Markus Zusak talked about how writing has to be either number one or number two on our priority list. Otherwise. Well. Otherwise it will never happen. I KNOW this is true and I also know that I have a hard time sometimes getting it up there in the top five. My hope is that I can be more disciplined than I have been. Especially before this new little baby enters our house and makes things that much more fun.

Marathon next weekend? The 7-9th? what do you think? Can we make a priority for three days? I’m up for it.  Who else is? I am going to give out a SWEET prize for whoever wins. SWEET as in maybe some starburst jelly beans? Those things are magical.

18 Comments

Filed under Uncategorized

Ten Things I Learned from Markus Zusak

At the end of my two-day novel workshop, where I met the fantastic editor Jessica Garrison from Dial (she happens to be Jandy Nelson’s [The Sky is Everywhere] new editor) and heard Ann Dee Ellis give a fantastic talk about revision and learned a bit about plot from Kristen Landon (The Limit)–we all piled into cars and headed for the Provo City Library where Courtney Lowe (amazing woman that she is) was getting ready to kick off the evening with Markus Zusak  (yes, The Book Thief author was going to be speaking). Here are ten things that I learned from him and the event.

! He has a great Australian accent.

@ Australian accents make people far more attractive. I say this without having ever seen  Markus’ face clearly. Yes, he told us to call him by his first name. I think, though, had his face been completely smudged out with an eraser, I would have thought he was cuter than someone like, say, Brad Pitt with no accent (and no terrific books to his credit).

# Being funny and tender makes for a good presentation.

$ Knowing how to work an audience–like by being both funny and tender– is a good thing. What made him both funny and tender? Zusak spoke about his life and about his parents’ lives. He connected to us through his books, first, and then he made the books even more real by connecting himself to them.

% He said writing is in the little details.

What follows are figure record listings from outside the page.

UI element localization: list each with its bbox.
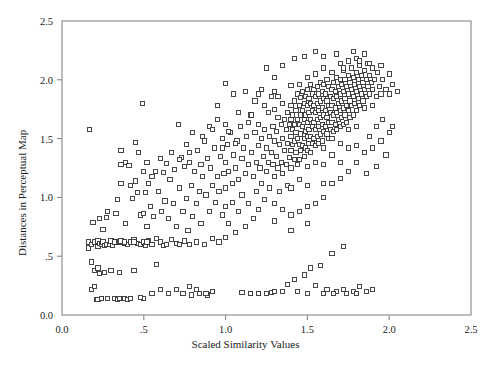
data-point [284,127,288,131]
data-point [345,85,349,89]
data-point [284,162,288,166]
data-point [307,97,311,101]
data-point [305,292,309,296]
data-point [279,122,283,126]
data-point [273,219,277,223]
data-point [242,146,246,150]
data-point [325,287,329,291]
data-point [330,181,334,185]
data-point [206,156,210,160]
data-point [289,134,293,138]
data-point [381,118,385,122]
data-point [286,282,290,286]
data-point [359,73,363,77]
data-point [184,196,188,200]
data-point [371,66,375,70]
data-point [261,154,265,158]
data-point [322,162,326,166]
data-point [387,92,391,96]
data-point [227,169,231,173]
data-point [104,215,108,219]
data-point [220,137,224,141]
data-point [372,78,376,82]
data-point [89,260,93,264]
data-point [145,160,149,164]
data-point [395,89,399,93]
data-point [374,165,378,169]
data-point [281,207,285,211]
data-point [269,94,273,98]
data-point [194,287,198,291]
x-tick-label: 2.5 [464,324,477,335]
data-point [186,228,190,232]
data-point [188,160,192,164]
data-point [269,151,273,155]
data-point [204,193,208,197]
data-point [214,200,218,204]
data-point [354,144,358,148]
data-point [101,227,105,231]
data-point [279,160,283,164]
data-point [230,200,234,204]
data-point [331,80,335,84]
data-point [189,293,193,297]
data-point [191,214,195,218]
data-point [240,193,244,197]
data-point [330,252,334,256]
data-point [232,153,236,157]
data-point [264,292,268,296]
data-point [264,169,268,173]
data-point [358,104,362,108]
data-point [343,113,347,117]
data-point [243,225,247,229]
data-point [313,284,317,288]
data-point [210,289,214,293]
data-point [354,108,358,112]
data-point [313,160,317,164]
data-point [295,289,299,293]
data-point [322,82,326,86]
data-point [374,94,378,98]
data-point [256,92,260,96]
data-point [289,84,293,88]
data-point [281,172,285,176]
data-point [188,285,192,289]
data-point [215,174,219,178]
data-point [251,216,255,220]
data-point [349,87,353,91]
data-point [220,146,224,150]
data-point [165,161,169,165]
data-point [117,296,121,300]
data-point [256,122,260,126]
data-point [161,171,165,175]
data-point [132,268,136,272]
data-point [361,99,365,103]
data-point [274,154,278,158]
data-point [266,160,270,164]
data-point [333,106,337,110]
plot-canvas: 0.0.51.01.52.02.5 0.0.51.01.52.02.5 [0,0,491,365]
data-point [305,75,309,79]
data-point [119,162,123,166]
data-point [256,207,260,211]
data-point [358,64,362,68]
data-point [363,151,367,155]
data-points-layer [86,49,399,301]
y-tick-label: 2.0 [40,75,53,86]
data-point [150,174,154,178]
data-point [297,158,301,162]
data-point [197,292,201,296]
data-point [354,292,358,296]
data-point [155,262,159,266]
data-point [297,82,301,86]
x-tick-label: 1.0 [219,324,232,335]
data-point [281,289,285,293]
data-point [99,296,103,300]
x-tick-label: 0.0 [55,324,68,335]
data-point [217,189,221,193]
data-point [354,89,358,93]
data-point [387,131,391,135]
data-point [224,81,228,85]
x-tick-label: 2.0 [383,324,396,335]
data-point [273,174,277,178]
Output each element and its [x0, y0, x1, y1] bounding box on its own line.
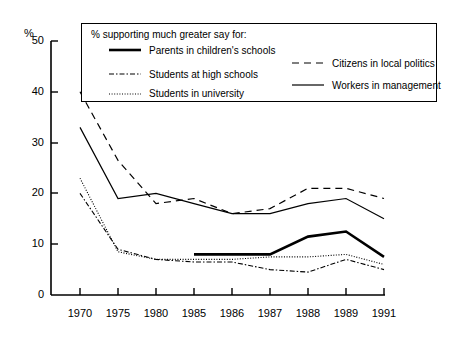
legend-sample-citizens	[290, 57, 326, 69]
series-line-4	[80, 127, 384, 218]
y-axis-ticks	[51, 41, 58, 244]
legend-sample-high-schools	[107, 68, 143, 80]
legend-sample-university	[107, 88, 143, 100]
legend-label-university: Students in university	[149, 88, 244, 99]
x-tick-label-1991: 1991	[361, 307, 407, 319]
y-tick-label-20: 20	[18, 186, 44, 198]
series-line-0	[194, 232, 384, 257]
legend-label-citizens: Citizens in local politics	[332, 58, 435, 69]
legend-label-high-schools: Students at high schools	[149, 69, 258, 80]
legend-sample-workers	[290, 79, 326, 91]
legend-label-workers: Workers in management	[332, 80, 441, 91]
y-tick-label-0: 0	[18, 288, 44, 300]
legend-sample-parents	[107, 44, 143, 56]
legend-label-parents: Parents in children's schools	[149, 45, 275, 56]
y-tick-label-30: 30	[18, 136, 44, 148]
series-line-3	[80, 92, 384, 214]
x-axis-ticks	[80, 288, 384, 295]
legend-title: % supporting much greater say for:	[91, 29, 247, 40]
data-series-layer	[80, 92, 384, 272]
y-tick-label-50: 50	[18, 34, 44, 46]
line-chart-figure: % 50 40 30 20 10 0 1970 1975 1980 1985 1…	[0, 0, 463, 351]
chart-legend: % supporting much greater say for: Paren…	[81, 23, 437, 102]
y-tick-label-40: 40	[18, 85, 44, 97]
y-tick-label-10: 10	[18, 237, 44, 249]
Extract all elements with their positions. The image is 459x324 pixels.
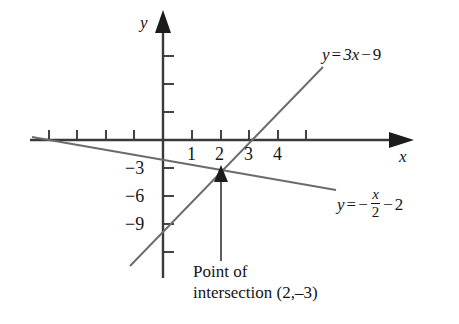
- eq2-lhs: y: [337, 196, 345, 213]
- graph-figure: y x 1 2 3 4 −3 −6 −9 y = 3x − 9 y = − x …: [0, 0, 459, 324]
- line-y-equals-neg-x-over-2-minus-2: [32, 137, 336, 190]
- eq2-denominator: 2: [371, 204, 381, 220]
- eq1-lhs: y: [322, 46, 330, 63]
- x-axis-arrowhead: [389, 132, 414, 148]
- eq2-constant: 2: [395, 196, 404, 213]
- x-tick-label-4: 4: [273, 145, 282, 163]
- y-axis-positive-ticks: [163, 56, 174, 112]
- x-axis-negative-ticks: [49, 130, 134, 140]
- y-axis-negative-ticks: [163, 168, 174, 252]
- x-tick-label-2: 2: [215, 145, 224, 163]
- equation-label-line1: y = 3x − 9: [322, 46, 381, 63]
- eq1-constant: 9: [373, 46, 382, 63]
- eq2-numerator: x: [371, 187, 380, 203]
- equation-label-line2: y = − x 2 − 2: [337, 188, 403, 221]
- x-tick-label-3: 3: [244, 145, 253, 163]
- y-tick-label-minus-6: −6: [125, 187, 144, 205]
- x-tick-label-1: 1: [187, 145, 196, 163]
- line-y-equals-3x-minus-9: [130, 67, 323, 266]
- annotation-line-2: intersection (2,–3): [193, 283, 318, 304]
- eq1-minus: −: [361, 46, 371, 63]
- x-axis-label: x: [399, 148, 407, 165]
- y-axis-arrowhead: [155, 10, 171, 33]
- annotation-line-1: Point of: [193, 262, 318, 283]
- eq2-fraction: x 2: [371, 187, 381, 220]
- eq2-equals: =: [347, 196, 357, 213]
- y-tick-label-minus-9: −9: [125, 215, 144, 233]
- intersection-annotation: Point of intersection (2,–3): [193, 262, 318, 303]
- eq1-equals: =: [332, 46, 342, 63]
- x-axis-positive-ticks: [192, 130, 306, 140]
- y-axis-label: y: [140, 14, 148, 31]
- eq1-slope-term: 3x: [343, 46, 359, 63]
- eq2-minus: −: [383, 196, 393, 213]
- y-tick-label-minus-3: −3: [125, 159, 144, 177]
- eq2-negative-sign: −: [358, 196, 368, 213]
- intersection-pointer-arrow: [214, 165, 228, 261]
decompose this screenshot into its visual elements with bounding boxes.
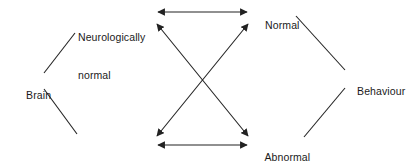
- node-normal: Normal: [253, 6, 300, 44]
- node-behaviour-label: Behaviour: [357, 85, 405, 97]
- edge-normal-to-behaviour: [296, 16, 345, 70]
- node-abnormal-label: Abnormal: [265, 151, 311, 163]
- edge-brain-to-neurologically-normal: [44, 33, 75, 73]
- node-neurologically-normal-line2: normal: [78, 69, 145, 82]
- node-normal-label: Normal: [265, 19, 299, 31]
- node-neurologically-abnormal-line1: Neurologically: [78, 163, 145, 164]
- node-brain-label: Brain: [26, 89, 51, 101]
- node-neurologically-normal: Neurologically normal: [78, 6, 145, 106]
- node-neurologically-normal-line1: Neurologically: [78, 31, 145, 44]
- node-neurologically-abnormal: Neurologically abnormal: [78, 138, 145, 164]
- edge-abnormal-to-behaviour: [304, 88, 345, 137]
- node-brain: Brain: [14, 76, 51, 114]
- node-abnormal: Abnormal: [253, 138, 310, 164]
- diagram-canvas: Brain Neurologically normal Neurological…: [0, 0, 408, 164]
- node-behaviour: Behaviour: [345, 72, 405, 110]
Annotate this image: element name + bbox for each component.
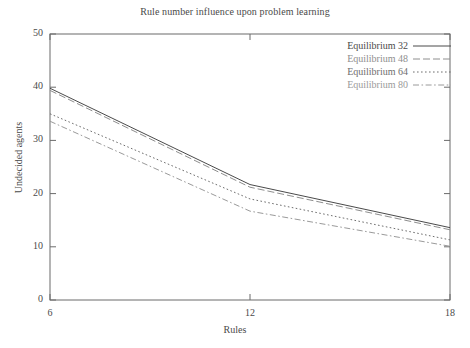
series-line [50, 114, 450, 240]
legend-label: Equilibrium 80 [347, 79, 412, 90]
legend-label: Equilibrium 48 [347, 53, 412, 64]
chart-legend: Equilibrium 32Equilibrium 48Equilibrium … [318, 39, 452, 91]
series-line [50, 90, 450, 229]
legend-label: Equilibrium 64 [347, 66, 412, 77]
chart-container: Rule number influence upon problem learn… [0, 0, 470, 348]
x-tick-label: 12 [235, 307, 265, 318]
legend-line-sample [412, 41, 452, 51]
legend-item[interactable]: Equilibrium 32 [318, 39, 452, 52]
legend-line-sample [412, 54, 452, 64]
x-tick-label: 18 [435, 307, 465, 318]
y-tick-label: 50 [17, 27, 43, 38]
y-axis-title: Undecided agents [13, 88, 24, 228]
legend-item[interactable]: Equilibrium 80 [318, 78, 452, 91]
x-tick-label: 6 [35, 307, 65, 318]
series-line [50, 88, 450, 227]
legend-line-sample [412, 67, 452, 77]
y-tick-label: 0 [17, 293, 43, 304]
legend-item[interactable]: Equilibrium 64 [318, 65, 452, 78]
legend-line-sample [412, 80, 452, 90]
legend-label: Equilibrium 32 [347, 40, 412, 51]
legend-item[interactable]: Equilibrium 48 [318, 52, 452, 65]
y-tick-label: 10 [17, 240, 43, 251]
x-axis-title: Rules [0, 324, 470, 335]
series-lines [50, 88, 450, 246]
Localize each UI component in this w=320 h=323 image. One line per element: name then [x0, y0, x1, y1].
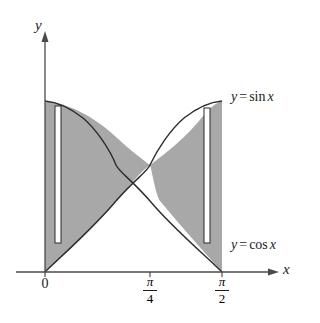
y-axis-label: y — [35, 18, 42, 33]
fraction-denominator: 4 — [137, 291, 163, 307]
sine-label-equals: = — [237, 89, 249, 104]
sine-label-argument: x — [265, 89, 273, 104]
x-tick-label-pi-over-2: π 2 — [209, 275, 235, 307]
cosine-label-function: cos — [249, 237, 268, 252]
cosine-curve-label: y=cosx — [231, 238, 276, 252]
sine-curve-label: y=sinx — [231, 90, 274, 104]
riemann-strip-left — [55, 106, 61, 243]
fraction-numerator: π — [209, 275, 235, 290]
cosine-label-equals: = — [237, 237, 249, 252]
sine-label-function: sin — [249, 89, 265, 104]
riemann-strip-right — [204, 108, 210, 243]
fraction-denominator: 2 — [209, 291, 235, 307]
x-tick-label-zero: 0 — [38, 277, 52, 291]
x-axis-label: x — [283, 262, 290, 277]
cosine-label-argument: x — [268, 237, 276, 252]
fraction-numerator: π — [137, 275, 163, 290]
x-tick-label-pi-over-4: π 4 — [137, 275, 163, 307]
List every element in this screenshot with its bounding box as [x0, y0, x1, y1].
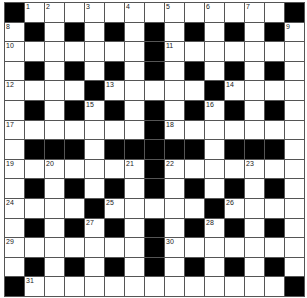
- white-cell[interactable]: [65, 199, 84, 218]
- white-cell[interactable]: [105, 160, 124, 179]
- white-cell[interactable]: [125, 42, 144, 61]
- white-cell[interactable]: [205, 238, 224, 257]
- white-cell[interactable]: [265, 81, 284, 100]
- white-cell[interactable]: 10: [5, 42, 24, 61]
- white-cell[interactable]: 7: [245, 3, 264, 22]
- white-cell[interactable]: [285, 140, 304, 159]
- white-cell[interactable]: 1: [25, 3, 44, 22]
- white-cell[interactable]: [65, 277, 84, 296]
- white-cell[interactable]: [25, 121, 44, 140]
- white-cell[interactable]: [245, 23, 264, 42]
- white-cell[interactable]: [145, 81, 164, 100]
- white-cell[interactable]: [105, 121, 124, 140]
- white-cell[interactable]: [245, 219, 264, 238]
- white-cell[interactable]: [265, 42, 284, 61]
- white-cell[interactable]: [205, 258, 224, 277]
- white-cell[interactable]: [5, 101, 24, 120]
- white-cell[interactable]: [45, 62, 64, 81]
- white-cell[interactable]: [285, 42, 304, 61]
- white-cell[interactable]: [285, 121, 304, 140]
- white-cell[interactable]: [285, 160, 304, 179]
- white-cell[interactable]: 9: [285, 23, 304, 42]
- white-cell[interactable]: [85, 179, 104, 198]
- white-cell[interactable]: 12: [5, 81, 24, 100]
- white-cell[interactable]: [205, 62, 224, 81]
- white-cell[interactable]: [5, 219, 24, 238]
- white-cell[interactable]: 26: [225, 199, 244, 218]
- white-cell[interactable]: [85, 160, 104, 179]
- white-cell[interactable]: [145, 277, 164, 296]
- white-cell[interactable]: [285, 199, 304, 218]
- white-cell[interactable]: [225, 121, 244, 140]
- white-cell[interactable]: [285, 258, 304, 277]
- white-cell[interactable]: [205, 42, 224, 61]
- white-cell[interactable]: [185, 42, 204, 61]
- white-cell[interactable]: [65, 81, 84, 100]
- white-cell[interactable]: [125, 23, 144, 42]
- white-cell[interactable]: [245, 81, 264, 100]
- white-cell[interactable]: [245, 101, 264, 120]
- white-cell[interactable]: [245, 277, 264, 296]
- white-cell[interactable]: [285, 101, 304, 120]
- white-cell[interactable]: [25, 199, 44, 218]
- white-cell[interactable]: [145, 3, 164, 22]
- white-cell[interactable]: [45, 101, 64, 120]
- white-cell[interactable]: [105, 277, 124, 296]
- white-cell[interactable]: [45, 42, 64, 61]
- white-cell[interactable]: [185, 160, 204, 179]
- white-cell[interactable]: [205, 140, 224, 159]
- white-cell[interactable]: 14: [225, 81, 244, 100]
- white-cell[interactable]: [185, 3, 204, 22]
- white-cell[interactable]: [125, 101, 144, 120]
- white-cell[interactable]: 30: [165, 238, 184, 257]
- white-cell[interactable]: [165, 101, 184, 120]
- white-cell[interactable]: [245, 179, 264, 198]
- white-cell[interactable]: [165, 219, 184, 238]
- white-cell[interactable]: [185, 277, 204, 296]
- white-cell[interactable]: [45, 199, 64, 218]
- white-cell[interactable]: 11: [165, 42, 184, 61]
- white-cell[interactable]: [205, 179, 224, 198]
- white-cell[interactable]: [245, 62, 264, 81]
- white-cell[interactable]: [85, 277, 104, 296]
- white-cell[interactable]: 13: [105, 81, 124, 100]
- white-cell[interactable]: [5, 179, 24, 198]
- white-cell[interactable]: [105, 3, 124, 22]
- white-cell[interactable]: [85, 62, 104, 81]
- white-cell[interactable]: 8: [5, 23, 24, 42]
- white-cell[interactable]: [265, 160, 284, 179]
- white-cell[interactable]: [165, 23, 184, 42]
- white-cell[interactable]: [285, 238, 304, 257]
- white-cell[interactable]: [5, 140, 24, 159]
- white-cell[interactable]: 4: [125, 3, 144, 22]
- white-cell[interactable]: 22: [165, 160, 184, 179]
- white-cell[interactable]: [165, 277, 184, 296]
- white-cell[interactable]: [245, 121, 264, 140]
- white-cell[interactable]: [45, 179, 64, 198]
- white-cell[interactable]: [5, 258, 24, 277]
- white-cell[interactable]: [285, 179, 304, 198]
- white-cell[interactable]: 31: [25, 277, 44, 296]
- white-cell[interactable]: [225, 42, 244, 61]
- white-cell[interactable]: [85, 121, 104, 140]
- white-cell[interactable]: 15: [85, 101, 104, 120]
- white-cell[interactable]: [185, 238, 204, 257]
- white-cell[interactable]: [25, 238, 44, 257]
- white-cell[interactable]: [285, 62, 304, 81]
- white-cell[interactable]: [45, 23, 64, 42]
- white-cell[interactable]: [265, 277, 284, 296]
- white-cell[interactable]: [165, 199, 184, 218]
- white-cell[interactable]: [245, 258, 264, 277]
- white-cell[interactable]: [185, 199, 204, 218]
- white-cell[interactable]: [5, 62, 24, 81]
- white-cell[interactable]: [265, 121, 284, 140]
- white-cell[interactable]: [205, 23, 224, 42]
- white-cell[interactable]: 5: [165, 3, 184, 22]
- white-cell[interactable]: [185, 121, 204, 140]
- white-cell[interactable]: [125, 277, 144, 296]
- white-cell[interactable]: [45, 81, 64, 100]
- white-cell[interactable]: 16: [205, 101, 224, 120]
- white-cell[interactable]: [125, 199, 144, 218]
- white-cell[interactable]: [45, 277, 64, 296]
- white-cell[interactable]: 20: [45, 160, 64, 179]
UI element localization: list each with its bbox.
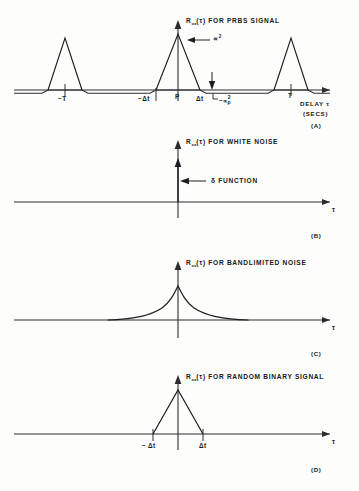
panel-a-triangle-minus-T: [48, 38, 82, 90]
panel-c-plot: [14, 261, 330, 338]
panel-a-tick-label-minus-delta-t: −Δt: [138, 95, 150, 102]
panel-a-offset-bracket: [213, 94, 218, 100]
panel-c-y-arrow: [175, 261, 182, 270]
panel-b-axis-symbol: τ: [332, 206, 335, 213]
panel-a-offset-arrow-head: [209, 81, 215, 90]
figure-canvas: [0, 0, 359, 491]
panel-c-id: (C): [311, 350, 321, 357]
panel-d-plot: [14, 375, 330, 450]
panel-d-id: (D): [311, 466, 321, 473]
panel-c-x-arrow: [322, 317, 330, 323]
panel-d-tick-label-plus-delta-t: Δt: [199, 442, 207, 449]
panel-d-axis-symbol: τ: [332, 438, 335, 445]
panel-c-axis-symbol: τ: [332, 324, 335, 331]
panel-a-plot: [14, 20, 330, 101]
panel-b-delta-annotation: δ FUNCTION: [211, 177, 258, 184]
panel-a-offset-label: −∝2p: [219, 95, 231, 105]
panel-b-plot: [14, 140, 330, 218]
panel-d-y-arrow: [175, 375, 182, 384]
panel-a-axis-label-line1: DELAY τ: [300, 100, 330, 107]
panel-a-id: (A): [311, 122, 321, 129]
panel-a-triangle-plus-T: [274, 38, 308, 90]
panel-a-peak-arrow-head: [187, 37, 195, 43]
panel-d-x-arrow: [322, 431, 330, 437]
panel-a-tick-label-minus-T: −T: [58, 95, 66, 102]
panel-a-tick-label-plus-delta-t: Δt: [196, 95, 204, 102]
panel-b-y-arrow: [175, 140, 182, 149]
panel-a-tick-label-origin: P: [175, 93, 180, 100]
panel-b-id: (B): [311, 232, 321, 239]
panel-d-tick-label-minus-delta-t: − Δt: [142, 442, 156, 449]
panel-b-x-arrow: [322, 199, 330, 205]
panel-c-title: Rxx(τ) FOR BANDLIMITED NOISE: [186, 259, 307, 268]
panel-a-peak-label: ∝2: [213, 34, 221, 43]
panel-a-axis-label-line2: (SECS): [303, 110, 328, 117]
panel-a-tick-label-plus-T: T: [288, 92, 292, 99]
panel-a-offset-denominator: p: [228, 100, 231, 105]
panel-a-y-arrow: [175, 20, 182, 29]
panel-b-delta-impulse-head: [175, 158, 182, 167]
panel-a-offset-baseline: [14, 90, 330, 93]
panel-b-annotation-arrow-head: [180, 178, 189, 184]
panel-b-title: Rxx(τ) FOR WHITE NOISE: [186, 138, 278, 147]
panel-d-title: Rxx(τ) FOR RANDOM BINARY SIGNAL: [186, 373, 324, 382]
panel-a-x-arrow: [322, 87, 330, 93]
panel-a-title: Rxx(τ) FOR PRBS SIGNAL: [186, 17, 280, 26]
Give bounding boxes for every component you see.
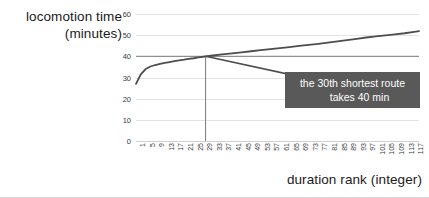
y-axis-title-line2: (minutes) xyxy=(4,25,122,42)
y-axis-title-line1: locomotion time xyxy=(4,8,122,25)
x-tick-53: 53 xyxy=(264,143,271,151)
x-axis-title: duration rank (integer) xyxy=(0,172,422,187)
y-axis-title: locomotion time (minutes) xyxy=(4,8,122,42)
x-tick-21: 21 xyxy=(187,143,194,151)
x-tick-57: 57 xyxy=(273,143,280,151)
x-tick-13: 13 xyxy=(168,143,175,151)
x-tick-61: 61 xyxy=(283,143,290,151)
x-tick-97: 97 xyxy=(369,143,376,151)
x-tick-49: 49 xyxy=(254,143,261,151)
x-tick-9: 9 xyxy=(158,143,165,147)
y-tick-20: 20 xyxy=(123,94,131,103)
x-tick-25: 25 xyxy=(197,143,204,151)
x-tick-29: 29 xyxy=(206,143,213,151)
x-tick-41: 41 xyxy=(235,143,242,151)
x-tick-85: 85 xyxy=(341,143,348,151)
x-tick-93: 93 xyxy=(360,143,367,151)
x-tick-33: 33 xyxy=(216,143,223,151)
x-tick-89: 89 xyxy=(350,143,357,151)
x-tick-77: 77 xyxy=(321,143,328,151)
x-tick-105: 105 xyxy=(388,143,395,155)
y-tick-10: 10 xyxy=(123,115,131,124)
x-tick-117: 117 xyxy=(417,143,424,154)
x-tick-73: 73 xyxy=(312,143,319,151)
y-tick-60: 60 xyxy=(123,10,131,19)
x-tick-101: 101 xyxy=(379,143,386,155)
callout-line-2: takes 40 min xyxy=(316,90,390,104)
y-tick-50: 50 xyxy=(123,31,131,40)
callout-30th-route: the 30th shortest route takes 40 min xyxy=(285,72,420,108)
callout-line-1: the 30th shortest route xyxy=(300,76,405,90)
x-tick-65: 65 xyxy=(293,143,300,151)
x-tick-113: 113 xyxy=(408,143,415,154)
chart-figure: locomotion time (minutes) 0102030405060 … xyxy=(0,0,429,198)
x-axis-tick-labels: 1591317212529333741454953576165697377818… xyxy=(136,143,419,169)
x-tick-109: 109 xyxy=(398,143,405,155)
x-tick-5: 5 xyxy=(149,143,156,147)
x-tick-81: 81 xyxy=(331,143,338,151)
x-tick-37: 37 xyxy=(225,143,232,151)
y-tick-0: 0 xyxy=(127,137,131,146)
x-tick-1: 1 xyxy=(139,143,146,147)
y-tick-40: 40 xyxy=(123,52,131,61)
x-tick-17: 17 xyxy=(177,143,184,151)
y-tick-30: 30 xyxy=(123,73,131,82)
x-tick-45: 45 xyxy=(245,143,252,151)
x-tick-69: 69 xyxy=(302,143,309,151)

^ He made us feel his talk was just to us, a group of readers, librarians, teachers, authors, students, parents etc. He traveled 30-something hours to come to see US.

& He was humble. There’s something to be said for a good looking, Australian accented, humble guy who is pretty well-known for writing a marvelous book. So there. That’s a big hint to you writers out there.  It’s a-okay to think you’re kinda like your audience and not just better than ‘one of these people.’ (Yes, I had an author once say to me, “I not like these people. I’m a head-lining novelist.” And he didn’t have an accent to help him any, either.)

* Markus spoke to everyone who came to him to have their books signed. Now, I’m not sure about those people after the letter ‘D’ (the library divided the groups by the alphabet), but I’m guessing by ‘Zed’ he might have still been making each signature important. I left right after the speech, but Cheri Pearlie Early was in line from 7-9 and she was a late letter ‘C’.

( I don’t think he’s too nervous about flying. MZ never said anything like that, but he did fly here from Australia (and brought that accent), after all.

) Someone asked Zusak about writing the icky middles of a novel. She said she had a beginning and an ending and no middle (we can all safely assume that she has not been reading this blog or else she’d know the middle of a book–that really big part–can be tough). But Zusak said something I found pretty darn interesting. He said (and this isn’t an exact quote), “You have to make writing your first or second priority. If it’s not number one or number two to you, you’re not a writer yet.”

Where is writing to you?

It’s not number one or number two to me. But it might be number three in my most important list.